Three poems by Elizabeth Bradfield

Elizabeth Bradfield

Elizabeth Bradfield

Elizabeth Bradfield is the author of Approaching Ice (Persea, 2010), which was a finalist for the James Laughlin Award from the Academy of American Poets, and Interpretive Work (Arktoi, 2008), which won the 2009 Audre Lorde Prize and was a finalist for a Lambda Literary Award. Her poems have appeared in The Atlantic Monthly, Poetry, The Believer, Orion as well as many anthologies, and she is a former Wallace Stegner Fellow. Founder and editor of the grassroots-distributed and guerilla-art-inspired Broadsided Press (broadsidedpress.org), she works as a naturalist and lives on Cape Cod.

Getting Out

How in love with myself I was
on the iced-over river, Alaska Range
sprawled miles around, skeered trails
of snowmachines across the low hills,
spruce and spruce and a few hours
of thin blue sky: the day.

Laced into three-pins, sweating
in the perfect ten above, skijor
harness snug on my hips, at last
I was in this February
air silent of most birds, not
in Anchorage's Tacoma-ness, its
five-lanes and conveniences, but on skis, in the mountains, an old dog
pulling me toward a cabin of logs,
its weather door a thorning of nails,
point out, to deter bears. Do you know this moment? When
you expand at last from the clench
of the daily, find yourself bodily glad,ss
at last discovering pride (or whatever word
we don't have for such pure chest-bursting) not
something to be stuffed into a pocket,
but vast and permissible.

 

 

 

I Am Lowing
-for Arctic Explorer Donald B. MacMillan

Chewing cud or
pissing into crabgrass, cows
orient their bodies toward the poles.

You're not surprised, Mac. You know what it is
to feel your iron self
pulled.

Deer, too, and other grazers
observed in fields shot by satellites
trend north/south.

I'm living in a city and it's loud.
The pole star is faint
through civic aurora.

When power lines cross herds,
animals redirect themselves
to that hummed path.

They don't mean to. Since moving here,
I've flown east/west a dozen times,
back north only once. Mac,

birds, whales, and bees align. I know
I yearn along a worn rut
in the earth's field. As you did.

I don't mind being unoriginal
in this way.

 

 

 

Midwinter: The Poet Imagines MacMillan
Eating Frozen Eider Eggs in Labrador


The day's been chopped in half, so why not this, too? Yellow
yolk surrounded by meat that looks like ice. In this, we eat

the absent day, eat the frozen season, mouth giving warmth
and, yes, tenderness to flesh that will never be mothered. Back home,

the Cape's long curl nestles eiders in the harbors. They mutter together
and dive, rise and ruffle, the sound on still days carrying into homes

where my mother would bend under the lamp glow and wash what others
gave her. A boy, I didn't know where the ducks went after winter. Just away.

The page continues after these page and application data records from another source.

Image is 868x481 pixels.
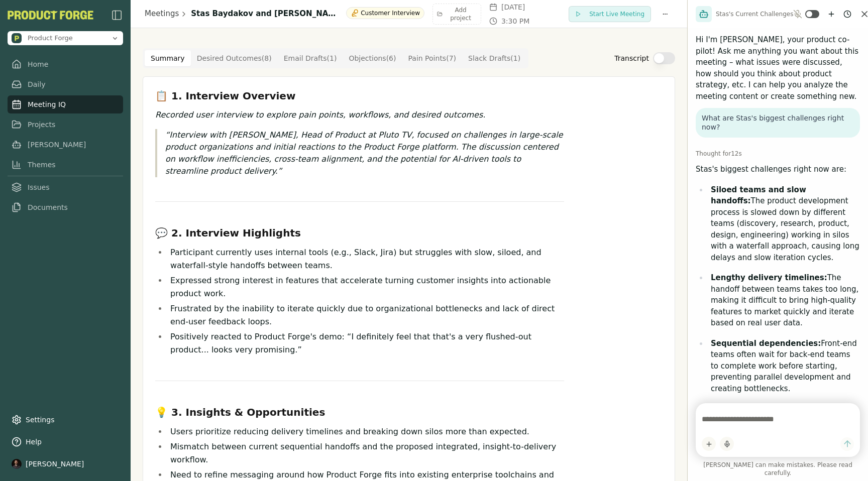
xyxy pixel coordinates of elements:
[589,10,645,18] span: Start Live Meeting
[191,8,339,20] h1: Stas Baydakov and [PERSON_NAME]
[342,50,402,67] button: Objections ( 6 )
[7,96,123,113] a: Meeting IQ
[702,114,854,131] p: What are Stas's biggest challenges right now?
[167,331,564,356] li: Positively reacted to Product Forge's demo: “I definitely feel that that's a very flushed-out pro...
[165,129,564,177] p: Interview with [PERSON_NAME], Head of Product at Pluto TV, focused on challenges in large-scale p...
[278,50,343,67] button: Email Drafts ( 1 )
[696,164,860,175] p: Stas's biggest challenges right now are:
[111,9,123,21] button: Close Sidebar
[806,10,819,18] button: Toggle ambient mode
[191,50,278,67] button: Desired Outcomes ( 8 )
[167,274,564,300] li: Expressed strong interest in features that accelerate turning customer insights into actionable p...
[155,110,486,120] em: Recorded user interview to explore pain points, workflows, and desired outcomes.
[825,8,838,20] button: New chat
[502,16,529,26] span: 3:30 PM
[7,56,123,73] a: Home
[7,115,123,134] a: Projects
[7,433,123,451] button: Help
[841,437,854,451] button: Send message
[711,272,860,329] p: The handoff between teams takes too long, making it difficult to bring high-quality features to m...
[167,440,564,467] li: Mismatch between current sequential handoffs and the proposed integrated, insight-to-delivery wor...
[7,10,93,20] img: Product Forge
[711,186,806,206] strong: Siloed teams and slow handoffs:
[402,50,463,67] button: Pain Points ( 7 )
[7,31,123,45] button: Open organization switcher
[702,437,716,451] button: Add content to chat
[7,10,93,20] button: PF-Logo
[7,75,123,93] a: Daily
[12,33,22,43] img: Product Forge
[432,4,481,25] button: Add project
[502,2,525,12] span: [DATE]
[711,339,821,348] strong: Sequential dependencies:
[7,455,123,473] button: [PERSON_NAME]
[7,411,123,429] a: Settings
[28,34,73,43] span: Product Forge
[614,53,649,64] label: Transcript
[167,302,564,329] li: Frustrated by the inability to iterate quickly due to organizational bottlenecks and lack of dire...
[696,34,860,102] p: Hi I'm [PERSON_NAME], your product co-pilot! Ask me anything you want about this meeting – what i...
[12,459,22,469] img: profile
[7,178,123,196] a: Issues
[711,338,860,395] p: Front-end teams often wait for back-end teams to complete work before starting, preventing parall...
[841,8,854,20] button: Chat history
[7,199,123,216] a: Documents
[145,8,179,20] a: Meetings
[445,6,477,22] span: Add project
[7,155,123,174] a: Themes
[720,437,734,451] button: Start dictation
[167,426,564,438] li: Users prioritize reducing delivery timelines and breaking down silos more than expected.
[346,7,424,19] div: Customer Interview
[111,9,123,21] img: sidebar
[155,89,564,103] h3: 📋 1. Interview Overview
[155,226,564,240] h3: 💬 2. Interview Highlights
[145,50,191,67] button: Summary
[716,10,793,18] span: Stas's Current Challenges
[696,150,860,158] div: Thought for 12 s
[569,6,651,22] button: Start Live Meeting
[696,461,860,477] span: [PERSON_NAME] can make mistakes. Please read carefully.
[462,50,527,67] button: Slack Drafts ( 1 )
[711,273,827,282] strong: Lengthy delivery timelines:
[155,405,564,419] h3: 💡 3. Insights & Opportunities
[711,184,860,264] p: The product development process is slowed down by different teams (discovery, research, product, ...
[167,246,564,272] li: Participant currently uses internal tools (e.g., Slack, Jira) but struggles with slow, siloed, an...
[7,136,123,154] a: [PERSON_NAME]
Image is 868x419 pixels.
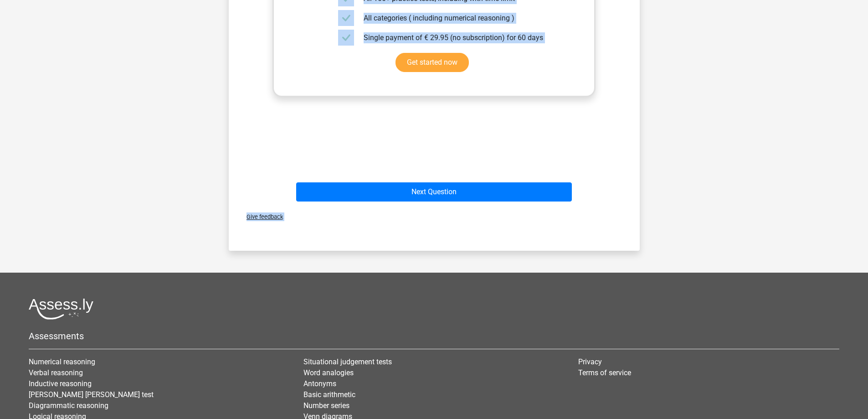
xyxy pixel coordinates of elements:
a: Situational judgement tests [304,358,392,366]
a: Word analogies [304,369,354,377]
a: Inductive reasoning [29,379,92,388]
a: Numerical reasoning [29,358,95,366]
a: Privacy [578,358,602,366]
h5: Assessments [29,331,839,342]
button: Next Question [296,183,572,202]
img: Assessly logo [29,298,93,320]
span: Give feedback [239,214,283,220]
a: Terms of service [578,369,631,377]
a: Number series [304,401,349,410]
a: Get started now [396,53,469,72]
a: Basic arithmetic [304,390,355,399]
a: [PERSON_NAME] [PERSON_NAME] test [29,390,154,399]
a: Diagrammatic reasoning [29,401,108,410]
a: Verbal reasoning [29,369,83,377]
a: Antonyms [304,379,336,388]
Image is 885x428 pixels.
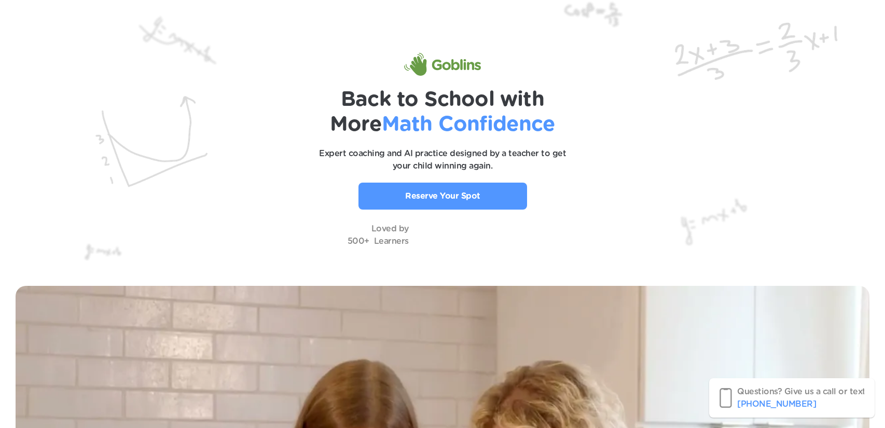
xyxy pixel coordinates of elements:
[359,183,527,210] a: Reserve Your Spot
[382,114,555,135] span: Math Confidence
[737,398,816,410] p: ‪[PHONE_NUMBER]‬
[405,190,481,202] p: Reserve Your Spot
[709,378,875,418] a: Questions? Give us a call or text!‪[PHONE_NUMBER]‬
[737,386,868,398] p: Questions? Give us a call or text!
[348,223,409,248] p: Loved by 500+ Learners
[313,147,572,172] p: Expert coaching and AI practice designed by a teacher to get your child winning again.
[261,87,624,137] h1: Back to School with More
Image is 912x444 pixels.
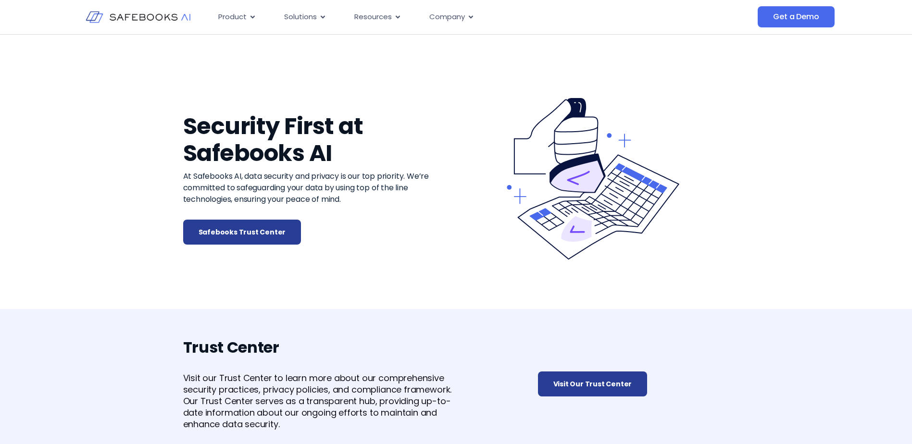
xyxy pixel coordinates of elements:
[538,372,647,397] a: Visit Our Trust Center
[773,12,819,22] span: Get a Demo
[211,8,661,26] div: Menu Toggle
[429,12,465,23] span: Company
[183,220,301,245] a: Safebooks Trust Center
[284,12,317,23] span: Solutions
[354,12,392,23] span: Resources
[505,91,680,266] img: Safebooks Security 2
[183,338,456,357] h3: Trust Center
[183,373,456,430] p: Visit our Trust Center to learn more about our comprehensive security practices, privacy policies...
[183,113,456,167] h2: Security First at Safebooks AI
[218,12,247,23] span: Product
[553,379,632,389] span: Visit Our Trust Center
[183,171,456,205] p: At Safebooks AI, data security and privacy is our top priority. We’re committed to safeguarding y...
[211,8,661,26] nav: Menu
[758,6,834,27] a: Get a Demo
[199,227,286,237] span: Safebooks Trust Center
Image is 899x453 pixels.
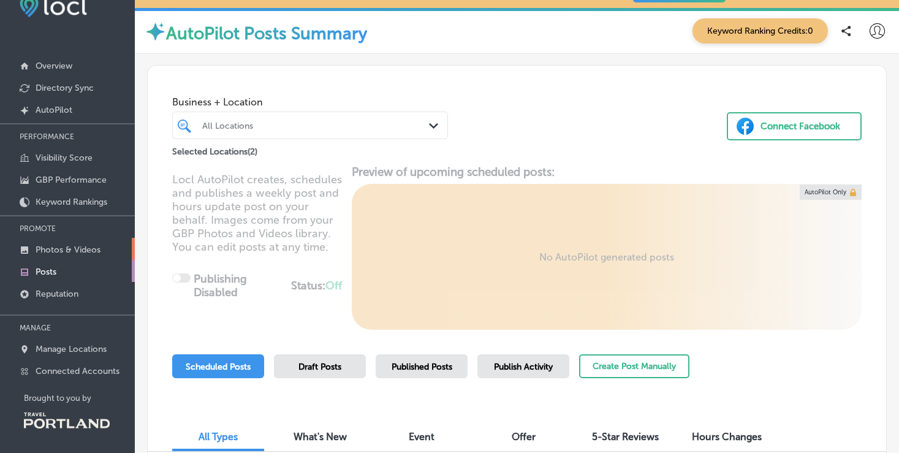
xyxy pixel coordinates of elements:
span: Scheduled Posts [186,362,251,372]
p: Connected Accounts [36,366,119,376]
span: Publish Activity [494,362,553,372]
p: Reputation [36,289,78,299]
p: Posts [36,267,56,277]
p: Keyword Rankings [36,197,107,207]
p: AutoPilot [36,105,72,115]
img: autopilot-icon [145,21,166,42]
span: 5-Star Reviews [592,431,659,442]
p: GBP Performance [36,175,107,185]
div: All Locations [202,120,430,131]
p: Photos & Videos [36,244,100,255]
span: Hours Changes [692,431,762,442]
span: Business + Location [172,96,448,108]
p: Brought to you by [24,393,135,403]
span: Offer [512,431,536,442]
p: Manage Locations [36,344,107,354]
button: Create Post Manually [579,354,689,378]
p: Selected Locations ( 2 ) [172,142,257,157]
span: Draft Posts [298,362,341,372]
p: Visibility Score [36,153,93,163]
label: AutoPilot Posts Summary [166,23,367,44]
img: Travel Portland [24,412,110,428]
span: Event [409,431,434,442]
p: Directory Sync [36,83,94,93]
div: Connect Facebook [760,117,840,135]
span: Published Posts [392,362,452,372]
span: Keyword Ranking Credits: 0 [692,18,828,44]
button: Connect Facebook [727,112,862,140]
p: Overview [36,61,72,71]
span: All Types [199,431,238,442]
span: What's New [294,431,347,442]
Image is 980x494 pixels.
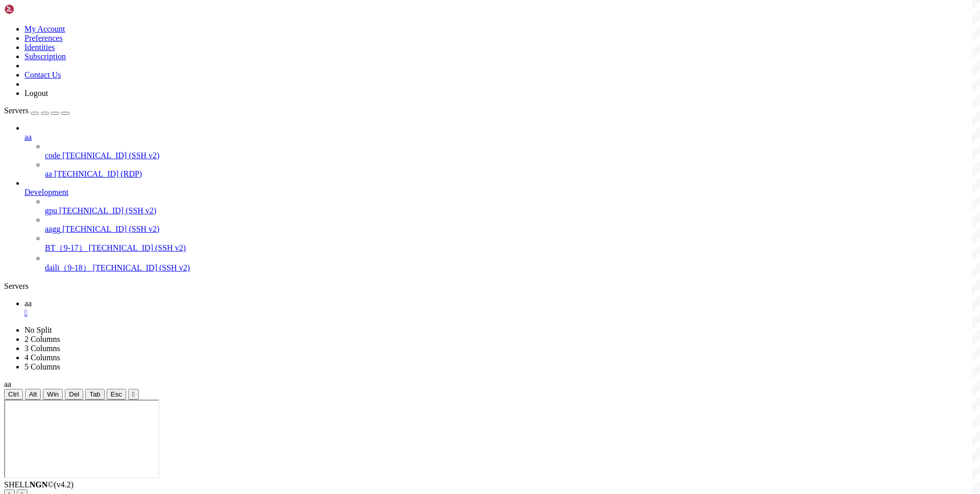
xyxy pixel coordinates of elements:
[45,142,976,160] li: code [TECHNICAL_ID] (SSH v2)
[45,243,976,254] a: BT（9-17） [TECHNICAL_ID] (SSH v2)
[24,133,32,141] span: aa
[45,151,976,160] a: code [TECHNICAL_ID] (SSH v2)
[45,151,60,160] span: code
[4,282,976,291] div: Servers
[24,354,60,362] a: 4 Columns
[45,234,976,254] li: BT（9-17） [TECHNICAL_ID] (SSH v2)
[106,389,126,400] button: Esc
[4,4,63,14] img: Shellngn
[24,24,65,33] a: My Account
[25,389,41,400] button: Alt
[24,299,976,318] a: aa
[45,160,976,178] li: aa [TECHNICAL_ID] (RDP)
[30,480,48,489] b: NGN
[45,225,60,233] span: aagg
[45,254,976,273] li: daili（9-18） [TECHNICAL_ID] (SSH v2)
[65,389,83,400] button: Del
[90,391,100,398] span: Tab
[4,380,12,389] span: aa
[45,263,91,272] span: daili（9-18）
[45,244,87,252] span: BT（9-17）
[45,206,57,215] span: gpu
[24,133,976,142] a: aa
[47,391,59,398] span: Win
[93,263,190,272] span: [TECHNICAL_ID] (SSH v2)
[45,170,52,178] span: aa
[24,178,976,273] li: Development
[59,206,156,215] span: [TECHNICAL_ID] (SSH v2)
[24,124,976,178] li: aa
[24,299,32,308] span: aa
[24,43,55,52] a: Identities
[85,389,104,400] button: Tab
[62,151,159,160] span: [TECHNICAL_ID] (SSH v2)
[45,225,976,234] a: aagg [TECHNICAL_ID] (SSH v2)
[43,389,63,400] button: Win
[24,34,63,42] a: Preferences
[24,188,68,197] span: Development
[29,391,37,398] span: Alt
[4,107,28,115] span: Servers
[128,389,139,400] button: 
[89,244,186,252] span: [TECHNICAL_ID] (SSH v2)
[8,391,19,398] span: Ctrl
[111,391,122,398] span: Esc
[24,52,66,61] a: Subscription
[4,389,23,400] button: Ctrl
[4,480,73,489] span: SHELL ©
[45,216,976,234] li: aagg [TECHNICAL_ID] (SSH v2)
[24,308,976,318] a: 
[69,391,79,398] span: Del
[45,263,976,273] a: daili（9-18） [TECHNICAL_ID] (SSH v2)
[24,335,60,343] a: 2 Columns
[24,344,60,353] a: 3 Columns
[54,170,142,178] span: [TECHNICAL_ID] (RDP)
[24,71,61,79] a: Contact Us
[132,391,135,398] div: 
[24,362,60,371] a: 5 Columns
[24,326,52,335] a: No Split
[24,89,48,98] a: Logout
[62,225,159,233] span: [TECHNICAL_ID] (SSH v2)
[54,480,74,489] span: 4.2.0
[45,206,976,216] a: gpu [TECHNICAL_ID] (SSH v2)
[4,107,69,115] a: Servers
[24,188,976,197] a: Development
[45,197,976,216] li: gpu [TECHNICAL_ID] (SSH v2)
[45,170,976,178] a: aa [TECHNICAL_ID] (RDP)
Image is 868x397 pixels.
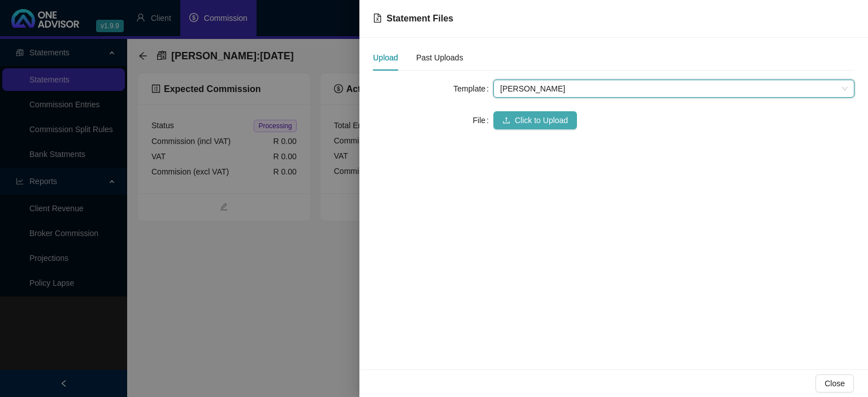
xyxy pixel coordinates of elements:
button: Close [815,375,854,392]
div: Upload [373,51,398,64]
button: uploadClick to Upload [493,112,577,129]
label: Template [453,80,493,98]
span: Alexander Forbes [500,81,848,97]
span: file-excel [373,14,382,22]
span: Statement Files [387,14,453,23]
span: Close [825,377,845,390]
span: upload [503,116,511,124]
span: Click to Upload [515,114,568,127]
label: File [473,112,493,129]
div: Past Uploads [416,51,463,64]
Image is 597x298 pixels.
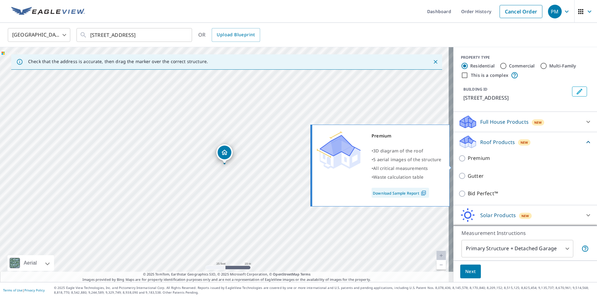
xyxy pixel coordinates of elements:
[436,251,446,260] a: Current Level 20, Zoom In Disabled
[581,245,589,252] span: Your report will include the primary structure and a detached garage if one exists.
[468,154,490,162] p: Premium
[458,135,592,149] div: Roof ProductsNew
[273,272,299,276] a: OpenStreetMap
[212,28,260,42] a: Upload Blueprint
[22,255,39,271] div: Aerial
[436,260,446,269] a: Current Level 20, Zoom Out
[521,213,529,218] span: New
[461,229,589,237] p: Measurement Instructions
[3,288,22,292] a: Terms of Use
[143,272,311,277] span: © 2025 TomTom, Earthstar Geographics SIO, © 2025 Microsoft Corporation, ©
[480,118,528,125] p: Full House Products
[371,146,441,155] div: •
[572,86,587,96] button: Edit building 1
[371,173,441,181] div: •
[460,264,481,278] button: Next
[468,172,484,180] p: Gutter
[3,288,45,292] p: |
[373,156,441,162] span: 5 aerial images of the structure
[470,63,494,69] label: Residential
[90,26,179,44] input: Search by address or latitude-longitude
[28,59,208,64] p: Check that the address is accurate, then drag the marker over the correct structure.
[499,5,542,18] a: Cancel Order
[458,208,592,223] div: Solar ProductsNew
[371,131,441,140] div: Premium
[373,174,423,180] span: Waste calculation table
[371,164,441,173] div: •
[300,272,311,276] a: Terms
[480,211,516,219] p: Solar Products
[548,5,562,18] div: PM
[371,155,441,164] div: •
[8,26,70,44] div: [GEOGRAPHIC_DATA]
[520,140,528,145] span: New
[534,120,542,125] span: New
[509,63,535,69] label: Commercial
[371,188,429,198] a: Download Sample Report
[471,72,508,78] label: This is a complex
[461,55,589,60] div: PROPERTY TYPE
[463,94,569,101] p: [STREET_ADDRESS]
[373,148,423,154] span: 3D diagram of the roof
[458,114,592,129] div: Full House ProductsNew
[419,190,428,196] img: Pdf Icon
[480,138,515,146] p: Roof Products
[373,165,428,171] span: All critical measurements
[198,28,260,42] div: OR
[216,144,233,164] div: Dropped pin, building 1, Residential property, 132 Weeping Willow Dr Myrtle Beach, SC 29579
[11,7,85,16] img: EV Logo
[468,189,498,197] p: Bid Perfect™
[217,31,255,39] span: Upload Blueprint
[317,131,361,169] img: Premium
[54,285,594,295] p: © 2025 Eagle View Technologies, Inc. and Pictometry International Corp. All Rights Reserved. Repo...
[463,86,487,92] p: BUILDING ID
[465,268,476,275] span: Next
[7,255,54,271] div: Aerial
[461,240,573,257] div: Primary Structure + Detached Garage
[24,288,45,292] a: Privacy Policy
[431,58,440,66] button: Close
[549,63,576,69] label: Multi-Family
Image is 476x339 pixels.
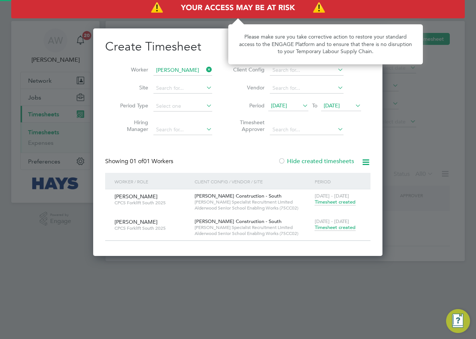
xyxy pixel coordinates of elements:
[271,102,287,109] span: [DATE]
[113,173,193,190] div: Worker / Role
[315,218,349,225] span: [DATE] - [DATE]
[115,219,158,225] span: [PERSON_NAME]
[195,231,311,237] span: Alderwood Senior School Enabling Works (75CC02)
[270,65,344,76] input: Search for...
[154,125,212,135] input: Search for...
[154,83,212,94] input: Search for...
[195,193,282,199] span: [PERSON_NAME] Construction - South
[130,158,143,165] span: 01 of
[115,102,148,109] label: Period Type
[115,225,189,231] span: CPCS Forklift South 2025
[154,65,212,76] input: Search for...
[270,125,344,135] input: Search for...
[105,158,175,166] div: Showing
[195,225,311,231] span: [PERSON_NAME] Specialist Recruitment Limited
[231,102,265,109] label: Period
[315,224,356,231] span: Timesheet created
[270,83,344,94] input: Search for...
[237,33,414,55] p: Please make sure you take corrective action to restore your standard access to the ENGAGE Platfor...
[130,158,173,165] span: 01 Workers
[231,66,265,73] label: Client Config
[313,173,363,190] div: Period
[115,193,158,200] span: [PERSON_NAME]
[115,119,148,133] label: Hiring Manager
[231,119,265,133] label: Timesheet Approver
[193,173,313,190] div: Client Config / Vendor / Site
[105,39,371,55] h2: Create Timesheet
[115,66,148,73] label: Worker
[324,102,340,109] span: [DATE]
[278,158,354,165] label: Hide created timesheets
[310,101,320,110] span: To
[195,199,311,205] span: [PERSON_NAME] Specialist Recruitment Limited
[195,218,282,225] span: [PERSON_NAME] Construction - South
[231,84,265,91] label: Vendor
[446,309,470,333] button: Engage Resource Center
[228,24,423,64] div: Access At Risk
[315,199,356,206] span: Timesheet created
[115,84,148,91] label: Site
[315,193,349,199] span: [DATE] - [DATE]
[115,200,189,206] span: CPCS Forklift South 2025
[154,101,212,112] input: Select one
[195,205,311,211] span: Alderwood Senior School Enabling Works (75CC02)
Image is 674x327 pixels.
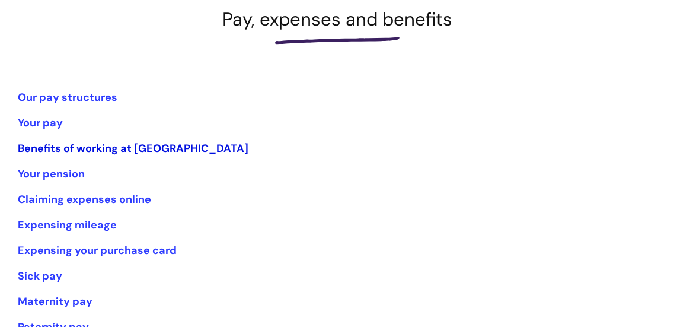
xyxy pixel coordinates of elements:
[18,167,85,181] a: Your pension
[18,90,117,104] a: Our pay structures
[18,141,249,155] a: Benefits of working at [GEOGRAPHIC_DATA]
[18,8,657,30] h1: Pay, expenses and benefits
[18,192,151,206] a: Claiming expenses online
[18,294,93,308] a: Maternity pay
[18,243,177,257] a: Expensing your purchase card
[18,218,117,232] a: Expensing mileage
[18,269,62,283] a: Sick pay
[18,116,63,130] a: Your pay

In spring, what treasure to find eggs snug in breast-down laid for them on tundra. I filled
my dory to the gunwales, couldn't move for eggs, rowing like a woman stiff

in her joints, ginger with her bones. And now, November, my hatchet
through the hard, specked elliptical, my appetite for this land

that ate my father and so, cold seasons later, my mother.